3.6.14

JOHN, PAUL & KEITH, Santa Monica, 1974


Although this photograph has now been seen quite a bit, I can claim some part in the chain of events that established its historical significance. It was taken on or around April 1, 1974, at 625 Palisades Beach Road, Santa Monica, and it is important because, as far as I have been able to establish, it is the last ever photo of John Lennon and Paul McCartney in the same frame. True to his nature, and in one of the many bizarre happenstances that visited his short life, Keith Moon, also a house-guest at 625, happened to be in the middle while Linda, on the left, looks like she’s about to bash him over the head with a pool cue.  
         The photographer, using his Polaroid camera, was my friend Peter ‘Dougal’ Butler, Moon’s long-suffering PA, and the original has long since been lost. It first appeared in his book Moon The Loon, published by Star books in March 1981, but the caption beneath it did not draw attention to its importance which suggests that neither the publishers nor Dougal had any idea of its significance at the time nor, indeed, for many years afterwards.
         It wasn’t until Dougal asked me to help with his second book Keith Moon – A Personal Portrait in 2001 that it began to dawn on me what the picture represented. Before I went public with my discovery (by sending it to Mojo magazine with an accompanying story) I checked out the two photographers most likely to have taken pictures of John and Paul together in the seventies – Bob Gruen (John’s favourite New York photographer) and Linda McCartney. Bob told me he’d never photographed them together and Mary, Paul and Linda’s daughter, who nowadays curates her mother’s archives, said Linda hadn’t either, at least not after The Beatles disbanded.
         So I put two and two together and decided this was, indeed, the final photograph of John and Paul together. I should add that John’s friend May Pang, another house-guest at number 625, also took pix of J&P together around this time but Dougal reckons this was before he snapped his shot.

Pictures of more than any two Beatles together were at a premium after John’s death. All three, and their wives, were photographed at Ringo’s wedding to Barbara Bach in 1981 but as far as I’m aware it wasn’t until The Beatles’ Anthology project that Paul, George and Ringo were photographed together again, this time by Tommy Hanley, an employee of Apple who just happened to be at Paul's studio in Rye when they were there and casually snapped them. The next day, October 3, 1995, the picture was on the front page of the The Sun and Hanley didn’t have a job.

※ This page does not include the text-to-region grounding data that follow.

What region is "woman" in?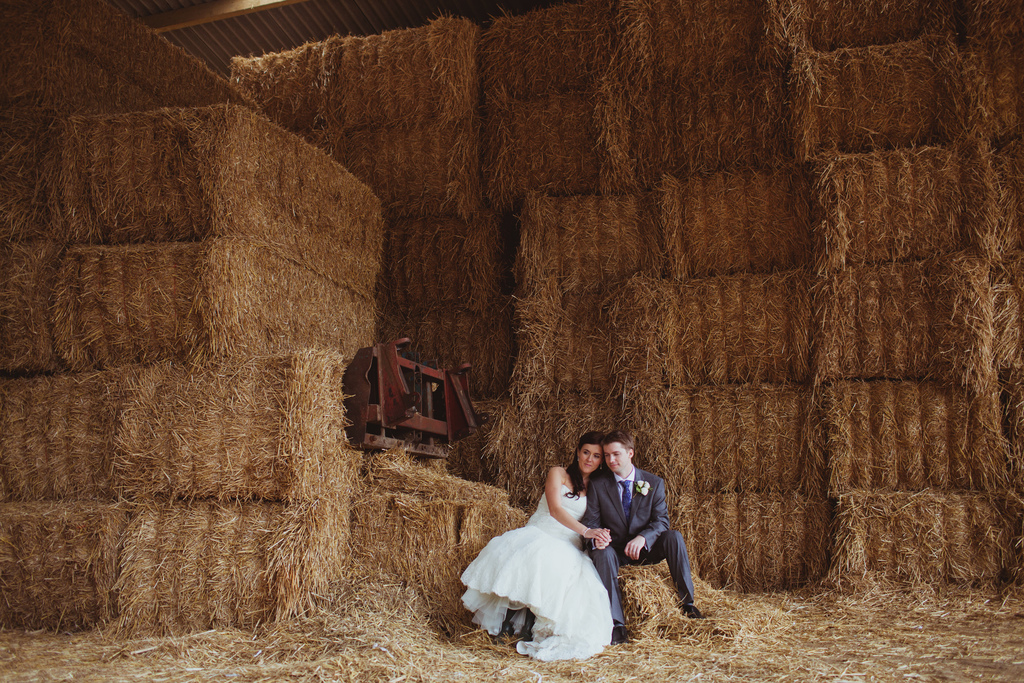
bbox=(466, 468, 641, 661).
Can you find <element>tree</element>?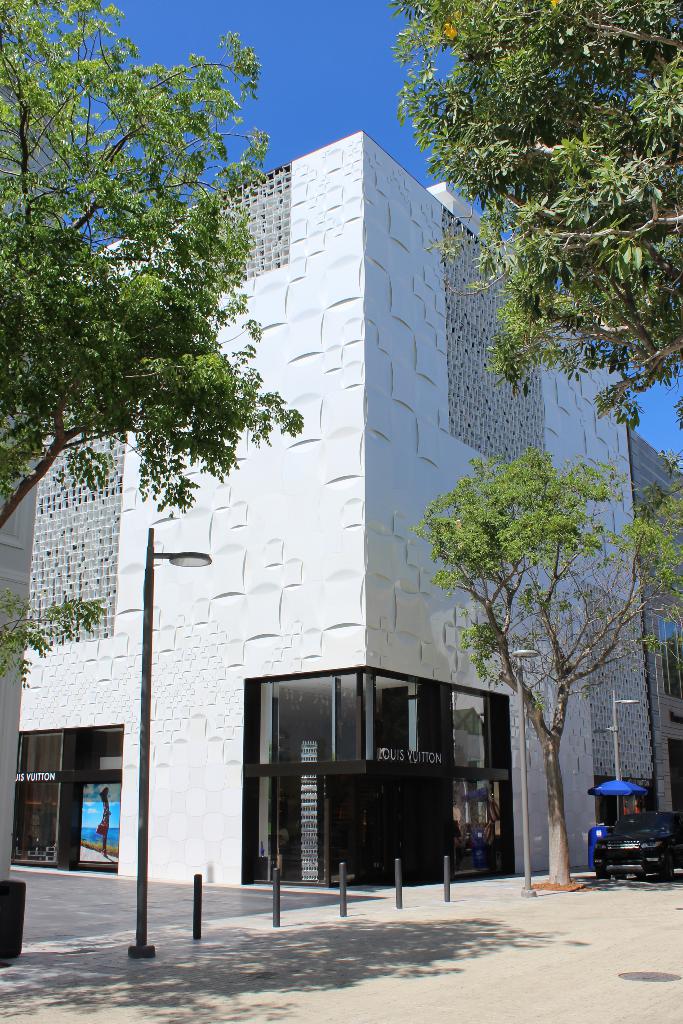
Yes, bounding box: pyautogui.locateOnScreen(390, 0, 682, 427).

He did have a fat cheque to put into his pension fund, however, and he was about to retire anyway.
         Other pictures of PG&R together, and some with George Martin, were taken at Abbey Road around this time, one of which appeared in our Omnibus book about the studio but we had to go through hoops to get permission from Apple to use it. That particular book was originally published in 1982 with the Abbey Road LP cover on the front but by the time we republished it 15 years later Apple had acquired the rights to all The Beatles’ sleeve imagery and we were denied permission to use it on the cover of our edition. Not to be outdone we dispatched a photographer to St John’s Wood and told him to take a picture looking north along Abbey Road from the same angle with the zebra crossing in the foreground, and it turned out just fine (see cover below). Beatles or no Beatles, no one could mistake it for anything else but the road past the studio.
         Nowadays pictures of Paul and Ringo are ten a penny of course.


And while I’m on the subject, since they split up only one photograph has ever been taken of the four members of Abba on their own without others – by Meryl Streep who’s keeping it to herself. It happened at the Stockholm opening of Mamma Mia! The Movie on July 4, 2008. The former Abba members posed, along with most of the stars and others involved in the film, on a balcony but although Frida and Agnetha were standing close together, Benny and Björn were at opposite ends of the balcony, meaning that the “clean Abba shot” the world’s media were craving still failed to happen – at least in public: Benny later revealed that the four posed exclusively for Meryl Streep’s camera later that night.

5 comments:

Anonymous said...

Bet Ringo was worried!!

astroboy said...

TMI

Emil Russo said...

that was 1974,why would Ringo be worried ?

Anonymous said...

ABBA? Really?

Ian Gordon Craig said...

No, Ringo wasn't worried. He's on the album. ("Pussycats").

Love John's so called "lost weekend" works. But most frustrating bootleg ever has to be the "May Pang Tapes", straining to hear McCartney and Lennon in the studio amidst everyone who was anyone in '74.